"You don't mean Lord Ticehurst?"

"O, no! Lord Ticehurst's manners are rough and odd; but he is a gentleman, and, I'm sure, would 'behave as such,' in every possible way, to Miss Lambert. Indeed, no duchess of his acquaintance can be treated with greater respect than she is by him. I would not say as much of the other man."

"Who is he?"

Miles hesitated a moment before he said, "Lord Ticehurst's great friend, Mr. Gilbert Lloyd."

"Mr. Gilbert Lloyd!" repeated Lord Sandilands, with a low whistle--"that's a very different matter. I don't mind telling you, my dear Miles, that I have had an uncomfortable impression about that young man ever since the first night we met him at Carabas House. It's singular too; for I know no real harm of the man. His tastes and pursuits are not such as interest or occupy me; though, of course, that is the case with scores of persons with whom I am acquainted, and towards whom I feel no such dislike. Very odd, isn't it?"

Miles looked hard at his friend to see whether there were any latent meaning in the question; but seeing that Lord Sandilands was apparently speaking without any strong motive, he said:

"It is odd. Perhaps," he added, "it is to be accounted for by the feeling that this--Mr. Gilbert Lloyd is not a gentleman?"

"N-no, not that. Though the man, amongst his own set, has an air of turfy, horsey life which is hideously repellent, yet with other people he shows that he knows at least the convenancesof society, and is not without traces of breeding and education. I fancy that in this case I am suffering myself to be influenced by my belief in physiognomy. The man has a decidedly bad face; deceit, treachery, and cruelty are written in the shifty expression of his sunken eyes, in his thin tightened lips."

"And you really believe this?" said Miles earnestly.

"I do; most earnestly. Depend upon it, Nature never makes a mistake. We may fail to read her properly sometimes, but she never errs. And in this case her handwriting is too plain to admit of any doubt."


All lines in the records that carry the string "button" are to be shown.
(Beginning of RECORDS SHOWN)
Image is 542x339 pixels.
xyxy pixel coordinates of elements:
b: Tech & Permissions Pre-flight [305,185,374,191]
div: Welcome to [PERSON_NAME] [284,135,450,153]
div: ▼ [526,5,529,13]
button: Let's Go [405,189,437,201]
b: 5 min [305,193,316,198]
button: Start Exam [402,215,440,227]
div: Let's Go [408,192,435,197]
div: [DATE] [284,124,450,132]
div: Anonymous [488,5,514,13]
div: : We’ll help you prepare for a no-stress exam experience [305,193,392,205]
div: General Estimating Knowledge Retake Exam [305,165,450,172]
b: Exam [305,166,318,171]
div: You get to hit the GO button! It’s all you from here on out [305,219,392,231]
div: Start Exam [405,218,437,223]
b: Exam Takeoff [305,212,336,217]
(End of RECORDS SHOWN)
• **WRITTEN SOLUTION**:
button: Let's Go [405,189,437,201]
button: Start Exam [402,215,440,227]
div: You get to hit the GO button! It’s all you from here on out [305,219,392,231]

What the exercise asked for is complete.